Every writer who has ever written anything, in one way or another has created or chosen an alter ego. Proust's narrator and Nick Adams of Hemingway are excellent examples. The reason writers do this, I think, is to create a means of narrating personal experience without the narration being a direct autobiography. In addition, it allows the writer to add or subtract from the narrated experience those parts that do not add anything to the drama or emotion of the narration. And also, to protect the innocent, as they say. We all have things that we prefer to keep secret.
The problem with alter egos is that sometimes they take over the narrative, literally take it away from the writer and start dictating the course of the writing.
I was once asked how I could write dialogues that seem so natural. And I replied, without exaggeration, that I do not write the dialogue, that I transcribe it.
"What do you mean, you transcribe it?" asked my friend
"Yes. I only listen to what the characters say and that's what I write," I replied.
I should also have added that it is not me who "listens" to the characters, it is my alter ego.
I think most writers are like that. Some of us will admit it, others will not, but I think that in order for the characters in our stories or novels to appear so vivid, so alive, it is necessary that the things they do and say are like a film whose action and dialogs are eventually transcribed onto paper or screen of a computer, and who makes this transcription is the alter ego of the writer.
Well, this is the character that the writer observes with the most interest because the alter ego is always there, either as a character or as a narrator. One only has to read the first pages of the first volume of "In search of lost time" by Proust, to see an alter ego in action. This is the narrator, a young boy, who laments that the visitor to his parents' house has prevented his mother from coming upstairs to give him the customary good night kiss. That is something one does not need to invent. Those are feelings that only an alter ego can express because at that moment the alter ego and the author are one and the same.
But, memories like those reach the alter ego only after he or she takes over the narrative. They are too personal, too emotional to be an invention. Those are memories that come at night or when the alter ego, and therefore the author, are in a contemplative mood.
This is why writers need the peace and quiet of a studio or a place where they cannot be disturbed, so that they can listen to their characters and so that they can "follow" their alter ego and see what it is he or she is doing.
All of this is to say that this self-imposed isolation is just what is needed for the task of writing and observing an alter ego. As my favorite saying goes: something good comes out of something bad and vise versa.
In my case, my alter ego is a guy named Rafael Artebuz. Do not ask me about the name because it is a long story that I will tell at another time. The point is that for years Rafael has been writing stories, anecdotes, observations, emails, and notes about his own life and the lives of those around him. And he feels that it is time to put all this material in book form. He is not sure if this will result in a novel or what they now call an autobiofiction, which is a mixture of autobiography and fiction. He says he has excellent models to choose from in this post-modern era: Julian Barnes' "Falubert's Parrot" and most of Patrick Modiano's novels, especially the Rue des Boutiques Obscures (published in Spanish as La Calle de Tiendas Oscuras and in English as Missing Person).
I asked my alter ego if he would allow me to publish some excerpts from his writings. He has agreed to allow it. I will post them in future blog posts. It must be interesting what he writes because Rafael has been around the world and has had many adventures, or at least that's what he told me.
In any case, he is a good companion in this moment of strict and prolonged isolation. We'll see.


Problem
Make an exact copy of all the records that follow, apart from the pictures.

Data extracts
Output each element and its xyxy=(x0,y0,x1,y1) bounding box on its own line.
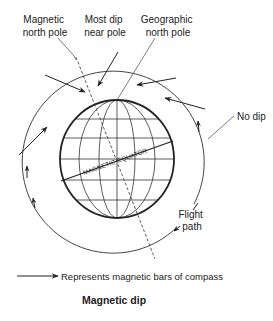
magnetic-north-pole-label: Magnetic north pole xyxy=(23,14,68,38)
geographic-north-pole-label: Geographic north pole xyxy=(141,14,195,38)
geographic-north-pole-leader xyxy=(117,38,155,100)
magnetic-north-pole-leader xyxy=(58,38,76,60)
most-dip-label: Most dip near pole xyxy=(84,14,126,38)
no-dip-label: No dip xyxy=(237,111,266,122)
diagram-title: Magnetic dip xyxy=(82,294,146,306)
magnetic-equator-label: MAGNETIC EQUATOR xyxy=(82,147,148,176)
arrow-icon xyxy=(165,98,205,109)
arrow-icon xyxy=(137,78,176,85)
globe: MAGNETIC EQUATOR xyxy=(55,100,180,218)
no-dip-leader xyxy=(208,116,234,139)
flight-path-label: Flight path xyxy=(178,209,205,232)
legend: Represents magnetic bars of compass xyxy=(17,271,223,282)
magnetic-dip-diagram: MAGNETIC EQUATOR Magnetic north pole Mos… xyxy=(0,0,273,321)
arrow-icon xyxy=(98,52,118,86)
arrow-icon xyxy=(19,127,47,155)
compass-bar-arrows xyxy=(19,52,205,155)
legend-text: Represents magnetic bars of compass xyxy=(61,271,223,282)
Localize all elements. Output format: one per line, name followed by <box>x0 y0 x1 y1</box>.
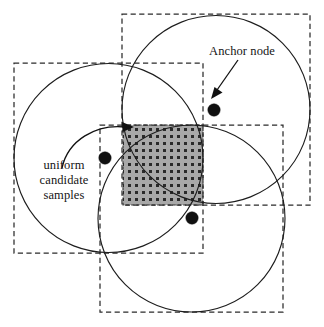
anchor-node-arrow <box>211 60 238 99</box>
anchor-node-label: Anchor node <box>209 44 275 59</box>
anchor-node-bottom <box>186 212 198 224</box>
diagram-canvas: Anchor node uniform candidate samples <box>0 0 324 327</box>
anchor-node-top-right <box>208 104 220 116</box>
uniform-candidate-sample-region <box>123 125 203 205</box>
uniform-candidate-samples-label: uniform candidate samples <box>22 158 106 202</box>
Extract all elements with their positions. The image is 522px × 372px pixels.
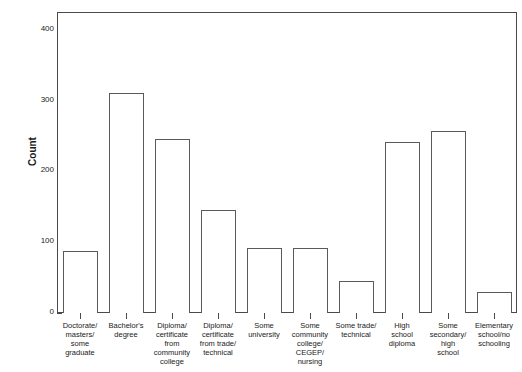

Task result
Output each element and its xyxy=(x0,y0,x1,y1) bounding box on its own line.
magnetic-north-pole-label: Magnetic north pole xyxy=(23,14,68,38)
geographic-north-pole-label: Geographic north pole xyxy=(141,14,195,38)
geographic-north-pole-leader xyxy=(117,38,155,100)
magnetic-north-pole-leader xyxy=(58,38,76,60)
most-dip-label: Most dip near pole xyxy=(84,14,126,38)
no-dip-label: No dip xyxy=(237,111,266,122)
diagram-title: Magnetic dip xyxy=(82,294,146,306)
magnetic-equator-label: MAGNETIC EQUATOR xyxy=(82,147,148,176)
arrow-icon xyxy=(165,98,205,109)
arrow-icon xyxy=(137,78,176,85)
globe: MAGNETIC EQUATOR xyxy=(55,100,180,218)
no-dip-leader xyxy=(208,116,234,139)
flight-path-label: Flight path xyxy=(178,209,205,232)
legend: Represents magnetic bars of compass xyxy=(17,271,223,282)
magnetic-dip-diagram: MAGNETIC EQUATOR Magnetic north pole Mos… xyxy=(0,0,273,321)
arrow-icon xyxy=(98,52,118,86)
arrow-icon xyxy=(19,127,47,155)
compass-bar-arrows xyxy=(19,52,205,155)
legend-text: Represents magnetic bars of compass xyxy=(61,271,223,282)
Localize all elements. Output format: one per line, name followed by <box>x0 y0 x1 y1</box>.
anchor-node-arrow <box>211 60 238 99</box>
anchor-node-label: Anchor node <box>209 44 275 59</box>
anchor-node-bottom <box>186 212 198 224</box>
diagram-canvas: Anchor node uniform candidate samples <box>0 0 324 327</box>
anchor-node-top-right <box>208 104 220 116</box>
uniform-candidate-sample-region <box>123 125 203 205</box>
uniform-candidate-samples-label: uniform candidate samples <box>22 158 106 202</box>
Extract all elements with their positions. The image is 522px × 372px pixels.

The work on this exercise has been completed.